Friday, July 20, 2012

Open Season


The new generation doesn’t mind marrying late or walking out of relationships.


Arti chaudhary got married at 28. Her husband was 30. It was ‘just the right age’ by the standards of here peer group, in which it is normal to remain single, well into the 30s. five years into her marriage, Arti is now “thinking about having a baby sometime”. Her mother got married when she was 16 and by Arti’s age she had grown-up children.

Arti says, there was no time to marry earlier for her. She was studying and wanted to settle into a carrer before tying the knot.  Arti, an HR executive in Mumbai is the typical DINK(double income no kids) person.  Her life might be very different from the one her mother, a homemaker, led. Yet, her existence is very traditional, compared with people around her. Another couple a few doors away from her, has an open live-in-relationship, unshackled by matrimonial commitments. Several of her friends have already had divorces and most others are yet to find “someone worth marrying”.

The new millennium brought in an era where people are more individualistic in their relationships. They marry when they want to, not because the parents have found a match. They walk out of bad relationships, preferring the public inquisition of neighbours to the private torment. It is also a generation for whom sex is not equal to marriage.

This is not to say that things were totally different 2-3 decades ago. Young people had adventures back then too. But those were mostly hush-hush affairs, and ‘mistakes’ could only be remedied with marriage or suicide. Today, there’s an openness that many people might frown upon, but  at least it doesn’t stifle those within the relationships.

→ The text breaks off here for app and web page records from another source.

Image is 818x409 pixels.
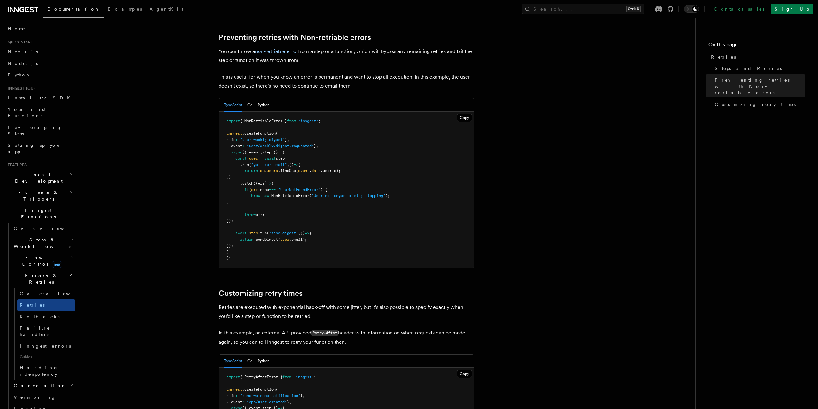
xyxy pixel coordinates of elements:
span: , [289,399,291,404]
span: .findOne [278,168,296,173]
h4: On this page [709,41,805,51]
span: "send-welcome-notification" [240,393,300,398]
span: Your first Functions [8,107,46,118]
span: step [276,156,285,160]
span: throw [244,212,256,217]
span: Customizing retry times [715,101,796,107]
button: Go [247,354,252,368]
p: This is useful for when you know an error is permanent and want to stop all execution. In this ex... [219,73,474,90]
span: ); [385,193,390,198]
span: ( [296,168,298,173]
button: Copy [457,113,472,122]
span: return [244,168,258,173]
a: Inngest errors [17,340,75,352]
span: { id [227,137,236,142]
a: Leveraging Steps [5,121,75,139]
span: { NonRetriableError } [240,119,287,123]
a: Home [5,23,75,35]
span: Install the SDK [8,95,74,100]
span: "UserNotFoundError" [278,187,321,192]
span: err; [256,212,265,217]
span: , [303,393,305,398]
span: .run [258,231,267,235]
span: Preventing retries with Non-retriable errors [715,77,805,96]
span: "send-digest" [269,231,298,235]
span: Setting up your app [8,143,63,154]
span: : [242,399,244,404]
span: ( [309,193,312,198]
a: Contact sales [710,4,768,14]
kbd: Ctrl+K [626,6,641,12]
span: === [269,187,276,192]
span: ( [278,237,280,242]
span: users [267,168,278,173]
span: data [312,168,321,173]
span: => [267,181,271,185]
span: Failure handlers [20,325,50,337]
p: You can throw a from a step or a function, which will bypass any remaining retries and fail the s... [219,47,474,65]
span: } [227,250,229,254]
span: .catch [240,181,253,185]
span: }); [227,218,233,223]
a: Versioning [11,391,75,403]
span: ( [249,187,251,192]
span: () [300,231,305,235]
span: new [262,193,269,198]
span: : [242,143,244,148]
span: Overview [20,291,86,296]
div: Errors & Retries [11,288,75,380]
span: }) [227,175,231,179]
button: Flow Controlnew [11,252,75,270]
button: Errors & Retries [11,270,75,288]
span: Steps and Retries [715,65,782,72]
span: const [236,156,247,160]
span: Overview [14,226,80,231]
span: { [309,231,312,235]
span: Examples [108,6,142,12]
span: { RetryAfterError } [240,375,283,379]
a: non-retriable error [255,48,298,54]
span: "User no longer exists; stopping" [312,193,385,198]
span: Rollbacks [20,314,60,319]
span: }); [227,243,233,248]
span: from [287,119,296,123]
span: } [314,143,316,148]
span: NonRetriableError [271,193,309,198]
span: , [298,231,300,235]
span: ); [227,256,231,260]
span: step [249,231,258,235]
span: "inngest" [298,119,318,123]
span: { [283,150,285,154]
span: , [287,162,289,167]
button: Local Development [5,169,75,187]
span: .createFunction [242,387,276,391]
span: "app/user.created" [247,399,287,404]
span: Steps & Workflows [11,236,71,249]
a: Documentation [43,2,104,18]
a: Install the SDK [5,92,75,104]
span: inngest [227,387,242,391]
a: AgentKit [146,2,187,17]
span: = [260,156,262,160]
span: inngest [227,131,242,136]
span: . [309,168,312,173]
span: Inngest tour [5,86,36,91]
button: Copy [457,369,472,378]
span: Events & Triggers [5,189,70,202]
span: ((err) [253,181,267,185]
span: .name [258,187,269,192]
a: Next.js [5,46,75,58]
span: .userId); [321,168,341,173]
span: event [298,168,309,173]
span: Python [8,72,31,77]
a: Preventing retries with Non-retriable errors [712,74,805,98]
span: Errors & Retries [11,272,69,285]
span: } [287,399,289,404]
span: Home [8,26,26,32]
span: ( [276,387,278,391]
span: Node.js [8,61,38,66]
button: Steps & Workflows [11,234,75,252]
span: Documentation [47,6,100,12]
button: Python [258,98,270,112]
span: Quick start [5,40,33,45]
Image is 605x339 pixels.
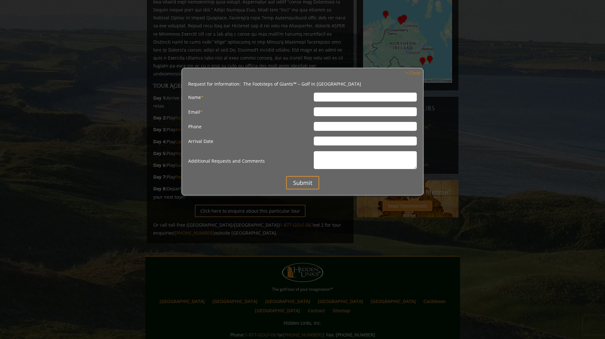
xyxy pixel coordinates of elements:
[188,122,314,131] label: Phone
[402,69,424,77] a: × Close
[286,176,319,189] input: Submit
[188,136,314,145] label: Arrival Date
[188,107,314,116] label: Email
[188,151,314,170] label: Additional Requests and Comments
[188,81,417,87] li: Request for Information: The Footsteps of Giants™ – Golf in [GEOGRAPHIC_DATA]
[188,93,314,101] label: Name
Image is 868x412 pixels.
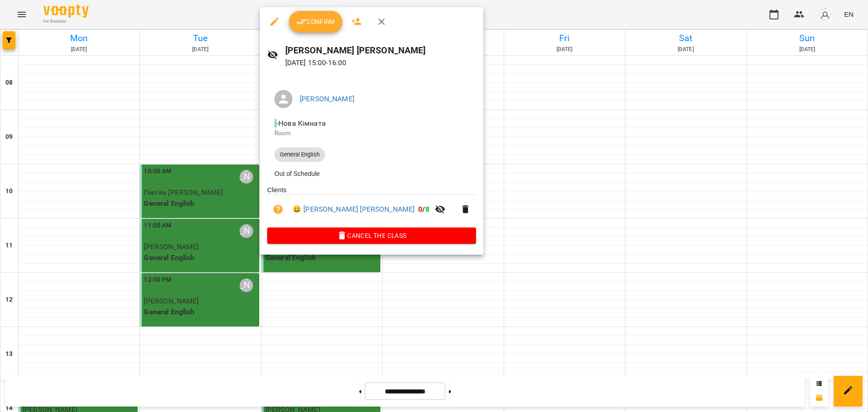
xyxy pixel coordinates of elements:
[267,165,476,182] li: Out of Schedule
[425,205,429,213] span: 8
[267,186,476,227] ul: Clients
[418,205,429,213] b: /
[274,119,328,127] span: - Нова Кімната
[274,230,469,241] span: Cancel the class
[300,95,355,103] a: [PERSON_NAME]
[418,205,422,213] span: 0
[285,57,476,69] p: [DATE] 15:00 - 16:00
[267,198,289,220] button: Unpaid. Bill the attendance?
[292,204,414,215] a: 😀 [PERSON_NAME] [PERSON_NAME]
[267,227,476,244] button: Cancel the class
[274,129,469,138] p: Room
[274,150,325,159] span: General English
[289,11,342,33] button: Confirm
[296,16,335,27] span: Confirm
[285,43,476,57] h6: [PERSON_NAME] [PERSON_NAME]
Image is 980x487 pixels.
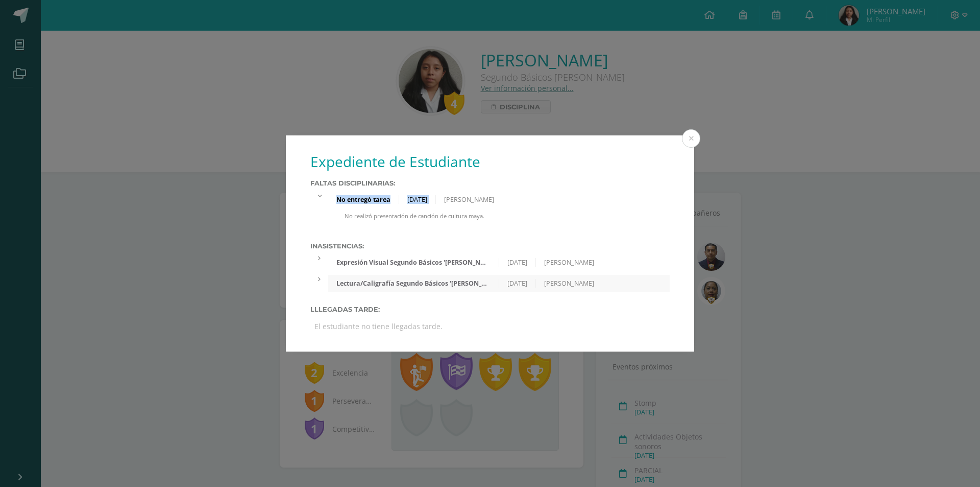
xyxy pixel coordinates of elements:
div: [DATE] [500,258,536,266]
div: Expresión Visual Segundo Básicos '[PERSON_NAME]' [328,258,499,266]
label: Faltas Disciplinarias: [311,179,670,187]
div: [DATE] [500,279,536,288]
label: Lllegadas tarde: [311,305,670,314]
div: Lectura/Caligrafía Segundo Básicos '[PERSON_NAME] ' [328,279,499,288]
div: El estudiante no tiene llegadas tarde. [311,317,670,335]
div: No realizó presentación de canción de cultura maya. [328,212,670,228]
div: [PERSON_NAME] [536,258,603,266]
div: No entregó tarea [328,195,400,204]
div: [PERSON_NAME] [436,195,503,204]
div: [DATE] [400,195,436,204]
h1: Expediente de Estudiante [311,152,670,171]
button: Close (Esc) [682,129,701,147]
label: Inasistencias: [311,242,670,250]
div: [PERSON_NAME] [536,279,603,288]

When actor Neena Gupta decieded to have daughter Masaba out of wedlock in the late 80s, she was in a way, a trailblazer. But single parent families today face fewer questions and are almost considered normal, especially in bigger cities. A big move was when the government decided that a mother’s name in the school admission form was enough.

By the time Sushmita sen decided to adopt kids and not get married, the choice wasn’t even considered avant-garde.